Books by "Thomas K. Rudel"

3 books found

The Meaning of General Theoretical Sociology

The Meaning of General Theoretical Sociology

by Thomas J. Fararo

1992 · Cambridge University Press

This book sets out a generative structuralist conception of general theoretical sociology; its philosophy, its problems, and its methods. The field is defined as a comprehensive research tradition with many intersecting subtraditions that share conceptual components.

The social question is back. Yet today's social question is not primarily between labour and capital, as it was in the nineteenth century and throughout much of the twentieth. The contemporary social question is located at the interstices between the global South and the global North. It finds its expression in movements of people, seeking a better life or fleeing unsustainable social, political, economic, and ecological conditions. It is transnationalized not only because migrants and their significant others entertain ties across the borders of national states, staying in touch with family and friends, receiving or sending financial remittances in transnational social spaces. Also of importance are cross--border recruitment schemes for workers and the cross-border diffusion of norms appealed to in the case of migration--for example, the social right to decent work as a human right. Moreover, migration can become an issue of inclusion or exclusion in fields important to life chances in the emigration, transit, or immigration states--a transnationalization of national states. And, as in the nineteenth century, political conflicts arise, constituting the social question as a public concern. In earlier periods class differences dominated conflicts. While class has always been criss-crossed by manifold heterogeneities, not least of all cultural ones around ethnicity, religion, and language, it is these latter heterogeneities that have sharpened in situations of immigration and emigration over the past decades. Casting a wide net in terms of conceptual and empirical scope, this book tackles both the social structure and the politics of social inequalities. It sets a comprehensive agenda for research which also includes the public role of social scientists in dealing with the transnationalized social question.

Vertigo

Vertigo

by Thomas Brandt

2003 · Springer Science & Business Media

This monograph has been written for clinicians who are involved in the management of the dizzy patient and for scientists with a particular interest in the multi-sensorimotor mechan isms that subserve spatial orientation, motion perception, and ocular motor and postural con trol. Special emphasis has been put on making the correct diagnosis, and detailed recommendations have been given for specific treatments. The second edition has resulted in an almost completely new book due to the dramatic expansion in the 1990s of our understanding of vestibular function and dis orders. A few rele vant examples include the novel concept of canalolithiasis, as opposed to cupulolithiasis, both of which are established causes of typical posterior and horizontal canal benign paroxysmal positioning vertigo; familial episodic ataxia land II have been identified as inherited chan nelopathies; otolithic syndromes were recognized as a variety separate from semicircular canal syndromes; several new central vestibular syndromes have been described, localized, and attributed to vestibular pathways and centres; a new classification based on the three major planes of action of the vestibulo-ocular reflex is available for central vestibular syn dromes; and the mystery of the location and function of the multisensory vestibular cortex is slowly being unravelled. This book differs from other clinical textbooks in that it is not divided into two parts: anatomy and physiology, on the one hand, and disorders, on the other.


§ **Exercise brief**: Each line of the records containing "denominator" is to be copied out and returned.

-- Exercise data follows --

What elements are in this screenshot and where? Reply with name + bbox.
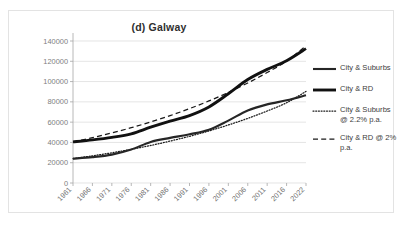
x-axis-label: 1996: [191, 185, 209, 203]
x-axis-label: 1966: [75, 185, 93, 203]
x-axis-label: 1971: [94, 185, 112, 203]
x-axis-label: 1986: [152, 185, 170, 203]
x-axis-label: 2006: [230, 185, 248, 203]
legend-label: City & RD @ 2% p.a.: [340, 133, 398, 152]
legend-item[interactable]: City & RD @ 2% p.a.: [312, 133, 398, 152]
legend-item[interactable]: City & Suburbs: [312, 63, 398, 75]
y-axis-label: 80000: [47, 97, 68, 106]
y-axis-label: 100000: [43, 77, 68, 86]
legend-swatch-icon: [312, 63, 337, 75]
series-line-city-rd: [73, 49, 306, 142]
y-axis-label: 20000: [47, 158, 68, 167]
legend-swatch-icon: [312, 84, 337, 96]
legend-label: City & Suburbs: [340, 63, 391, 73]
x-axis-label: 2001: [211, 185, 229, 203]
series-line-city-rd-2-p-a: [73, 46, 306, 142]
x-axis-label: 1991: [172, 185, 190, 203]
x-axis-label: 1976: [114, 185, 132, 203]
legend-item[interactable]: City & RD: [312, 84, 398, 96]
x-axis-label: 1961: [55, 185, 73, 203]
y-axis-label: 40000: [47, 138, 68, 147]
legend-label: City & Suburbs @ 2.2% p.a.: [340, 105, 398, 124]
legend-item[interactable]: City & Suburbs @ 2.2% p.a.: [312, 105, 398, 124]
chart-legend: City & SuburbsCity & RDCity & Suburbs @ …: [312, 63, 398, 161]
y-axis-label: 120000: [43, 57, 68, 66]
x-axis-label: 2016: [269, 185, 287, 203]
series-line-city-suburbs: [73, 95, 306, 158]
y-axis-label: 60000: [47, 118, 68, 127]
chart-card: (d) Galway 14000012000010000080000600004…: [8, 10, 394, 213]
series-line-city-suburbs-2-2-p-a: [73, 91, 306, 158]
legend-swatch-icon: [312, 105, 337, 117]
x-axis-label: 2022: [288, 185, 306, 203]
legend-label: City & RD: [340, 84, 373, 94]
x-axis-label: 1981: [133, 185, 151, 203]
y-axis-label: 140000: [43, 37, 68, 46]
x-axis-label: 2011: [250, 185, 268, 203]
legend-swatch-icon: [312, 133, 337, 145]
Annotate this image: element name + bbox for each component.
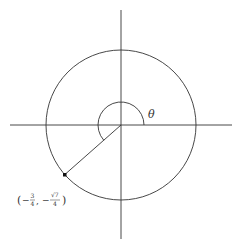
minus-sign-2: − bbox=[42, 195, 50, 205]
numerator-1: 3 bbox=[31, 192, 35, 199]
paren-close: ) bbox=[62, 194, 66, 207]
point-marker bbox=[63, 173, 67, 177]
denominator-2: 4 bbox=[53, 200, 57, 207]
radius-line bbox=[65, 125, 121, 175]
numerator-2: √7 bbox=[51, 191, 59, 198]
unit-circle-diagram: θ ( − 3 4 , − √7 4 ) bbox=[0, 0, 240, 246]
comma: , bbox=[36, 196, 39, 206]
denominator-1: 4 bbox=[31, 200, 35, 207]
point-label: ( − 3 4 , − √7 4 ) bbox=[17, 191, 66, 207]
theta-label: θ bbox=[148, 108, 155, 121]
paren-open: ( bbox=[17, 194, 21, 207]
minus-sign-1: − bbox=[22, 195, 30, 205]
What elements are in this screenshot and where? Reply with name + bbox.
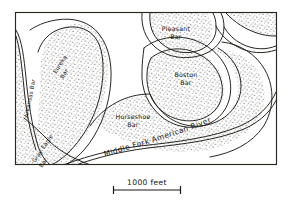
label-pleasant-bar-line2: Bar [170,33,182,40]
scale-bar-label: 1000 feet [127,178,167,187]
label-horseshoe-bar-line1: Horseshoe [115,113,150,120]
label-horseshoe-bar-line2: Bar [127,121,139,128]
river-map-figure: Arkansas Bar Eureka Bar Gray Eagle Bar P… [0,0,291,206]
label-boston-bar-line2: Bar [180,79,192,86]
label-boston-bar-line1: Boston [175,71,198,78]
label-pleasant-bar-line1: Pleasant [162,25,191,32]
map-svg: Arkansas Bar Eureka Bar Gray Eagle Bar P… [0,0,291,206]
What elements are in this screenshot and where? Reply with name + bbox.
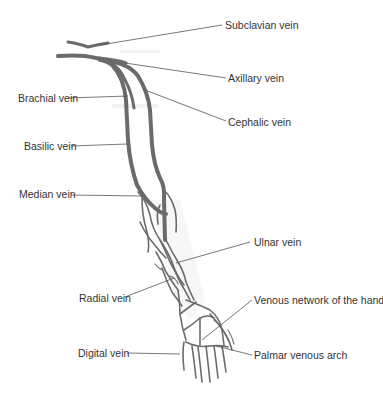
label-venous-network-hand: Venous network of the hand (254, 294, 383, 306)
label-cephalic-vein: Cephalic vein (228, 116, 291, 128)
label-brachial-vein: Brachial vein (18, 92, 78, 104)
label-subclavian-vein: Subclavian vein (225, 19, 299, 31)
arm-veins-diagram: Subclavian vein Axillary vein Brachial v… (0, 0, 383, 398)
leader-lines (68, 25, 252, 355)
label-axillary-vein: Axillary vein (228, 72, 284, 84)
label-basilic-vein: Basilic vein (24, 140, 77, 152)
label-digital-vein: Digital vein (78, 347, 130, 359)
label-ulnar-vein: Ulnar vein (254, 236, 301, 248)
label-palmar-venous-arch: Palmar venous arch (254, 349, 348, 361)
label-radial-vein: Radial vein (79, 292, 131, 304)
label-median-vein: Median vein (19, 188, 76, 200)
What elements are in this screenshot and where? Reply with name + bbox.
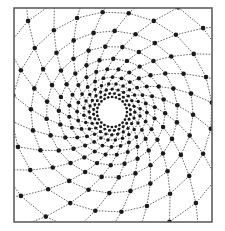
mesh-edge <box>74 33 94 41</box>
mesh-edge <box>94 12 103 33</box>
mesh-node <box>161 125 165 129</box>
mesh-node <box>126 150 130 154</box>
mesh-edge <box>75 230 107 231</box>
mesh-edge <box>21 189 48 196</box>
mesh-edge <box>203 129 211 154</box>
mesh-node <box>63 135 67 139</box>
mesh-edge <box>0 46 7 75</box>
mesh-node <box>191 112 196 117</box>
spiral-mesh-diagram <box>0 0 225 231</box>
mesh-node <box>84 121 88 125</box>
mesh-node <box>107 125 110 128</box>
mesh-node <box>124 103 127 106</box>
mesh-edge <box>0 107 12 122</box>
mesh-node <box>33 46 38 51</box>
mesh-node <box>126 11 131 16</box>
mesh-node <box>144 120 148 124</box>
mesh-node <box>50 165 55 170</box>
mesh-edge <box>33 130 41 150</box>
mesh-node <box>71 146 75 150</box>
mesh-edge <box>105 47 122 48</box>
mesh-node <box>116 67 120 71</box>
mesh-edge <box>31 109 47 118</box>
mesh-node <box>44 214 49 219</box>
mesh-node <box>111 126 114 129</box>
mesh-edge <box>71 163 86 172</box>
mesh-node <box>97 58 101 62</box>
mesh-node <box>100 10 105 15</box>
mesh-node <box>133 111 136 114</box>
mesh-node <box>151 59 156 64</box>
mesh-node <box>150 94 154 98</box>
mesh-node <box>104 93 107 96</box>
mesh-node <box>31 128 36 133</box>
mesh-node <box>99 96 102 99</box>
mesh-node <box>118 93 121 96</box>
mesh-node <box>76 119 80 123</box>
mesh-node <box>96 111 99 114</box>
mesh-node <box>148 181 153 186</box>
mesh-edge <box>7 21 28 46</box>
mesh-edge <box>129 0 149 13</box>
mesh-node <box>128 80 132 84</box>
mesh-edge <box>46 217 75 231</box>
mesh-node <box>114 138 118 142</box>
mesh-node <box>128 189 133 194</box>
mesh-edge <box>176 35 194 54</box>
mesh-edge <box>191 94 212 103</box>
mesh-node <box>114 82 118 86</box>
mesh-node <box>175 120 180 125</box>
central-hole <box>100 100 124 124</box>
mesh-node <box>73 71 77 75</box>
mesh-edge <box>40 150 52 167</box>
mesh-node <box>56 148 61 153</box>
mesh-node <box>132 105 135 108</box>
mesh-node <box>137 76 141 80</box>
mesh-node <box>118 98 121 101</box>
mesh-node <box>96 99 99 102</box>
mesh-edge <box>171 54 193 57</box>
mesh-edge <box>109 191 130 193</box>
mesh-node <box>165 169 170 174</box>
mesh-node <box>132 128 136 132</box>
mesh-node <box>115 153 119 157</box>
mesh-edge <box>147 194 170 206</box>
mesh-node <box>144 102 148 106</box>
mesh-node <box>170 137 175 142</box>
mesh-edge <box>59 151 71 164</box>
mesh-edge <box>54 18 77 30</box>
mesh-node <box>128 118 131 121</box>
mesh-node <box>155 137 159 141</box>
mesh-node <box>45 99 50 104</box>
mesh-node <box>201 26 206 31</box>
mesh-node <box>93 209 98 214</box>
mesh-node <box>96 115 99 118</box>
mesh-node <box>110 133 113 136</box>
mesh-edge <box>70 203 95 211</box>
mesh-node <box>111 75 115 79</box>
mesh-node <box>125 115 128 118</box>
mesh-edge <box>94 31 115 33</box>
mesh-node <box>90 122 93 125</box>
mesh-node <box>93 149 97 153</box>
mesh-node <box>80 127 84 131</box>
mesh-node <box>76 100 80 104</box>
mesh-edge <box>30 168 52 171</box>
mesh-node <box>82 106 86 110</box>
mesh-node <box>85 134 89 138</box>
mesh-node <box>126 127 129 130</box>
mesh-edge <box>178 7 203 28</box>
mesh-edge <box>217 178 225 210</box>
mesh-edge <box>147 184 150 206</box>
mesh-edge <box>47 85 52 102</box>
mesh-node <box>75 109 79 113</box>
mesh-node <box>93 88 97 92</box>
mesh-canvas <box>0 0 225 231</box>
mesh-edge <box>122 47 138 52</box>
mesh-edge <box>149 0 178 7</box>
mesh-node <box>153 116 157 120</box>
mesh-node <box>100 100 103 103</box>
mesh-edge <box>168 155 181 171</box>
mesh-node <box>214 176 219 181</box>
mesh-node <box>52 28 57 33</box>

-- Exercise data concluded --

§ **Response to this task**:
denominator-2: 4 bbox=[53, 200, 57, 207]
denominator-1: 4 bbox=[31, 200, 35, 207]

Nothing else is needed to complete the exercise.